The authorial voice she developed was entirely true to her personality, a heightened, concentrated version of the way she ordinarily spoke. In many issues of Saturday Night, Sandra was the magazine's star attraction, partly because of her high competence, but even more because she sounded like no one else and spoke from a place where few other national journalists lived. She was inside the Ottawa dominated by networks of power, but she retained an outsider's scepticism and an outsider's perception that the less privileged regions of Canada needed sensitive treatment from Ottawa.
While mastering federal politics, she developed another subject, Newfoundland's emergence as a presence in Canadian culture. She was the first (and, for a while, the only) national journalist who eloquently urged an appreciation of Newfoundland's cultural and historical uniqueness. The opinions she articulated now seem obvious, but they weren't obvious at all when she had the nerve and originality to put them on paper, beginning with her 1976 Saturday Night article, "The Newfoundland Renaissance." In the first column of that first piece, she set the tone when she called the CODCO players the commedia dell'outport. That phrase compressed into seven syllables her light-hearted but determined effort to connect Newfoundland with the culture of the world.
This was her great accomplishment as a monthly journalist. A Newfoundlander who had lived on the mainland most of her adult life, she was perfectly placed to interpret her home province to the rest of us. Her writing on the painters, comedians, authors and scholars of Newfoundland permanently altered the national perception of her own province. Soon her ideas were borrowed across the country by writers for print, television and radio. Few journalists ever change public opinion as clearly and beneficially as she changed everyone's view of Newfoundland.
In the early 1980s she made a bold move upward, from journalist to independent scholar and social historian. She found she loved archives, and grew to love them more as she taught them to speak to her, so that she could speak to us. This led to two books that brought fresh life to our history.
The Private Capital: Ambition and Love in the Age of Macdonald and Laurier was full of rich characters -- and one of the richest was the author. We could sense her presence behind the words, pursuing her subjects through the documents they left behind, quickening to the discoveries she made, delighted by the stories she found to tell us.
Eight years later, in Tapestry of War: A Private View of Canadians in the Great War, she successfully applied her highly personal style to the most shattering event of the century. Those books are beautifully shaped works of social history, filled with gracefully worn learning. It seems to me they have as good a chance at a long life as any books of their kind written in recent times.

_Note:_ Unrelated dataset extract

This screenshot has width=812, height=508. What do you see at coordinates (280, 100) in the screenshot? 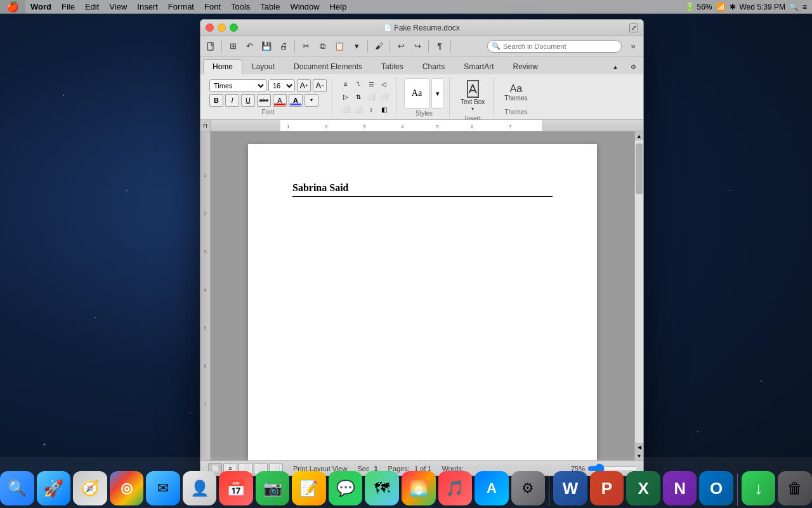
I see `highlight-btn: A` at bounding box center [280, 100].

An acute sense of history, a love of literature, a feeling for words, a born reporter's need to know the specifics of place and social context: These were the elements Sandra brought to journalism and put to work in the service of understanding and truth. If a young journalist asks how to reach the higher levels of our profession, I can offer a simple answer. Study the ways of Sandra Gwyn, her ambitions, her techniques, her passions, her style. Right there you can find the heart of serious journalism, in all its splendour.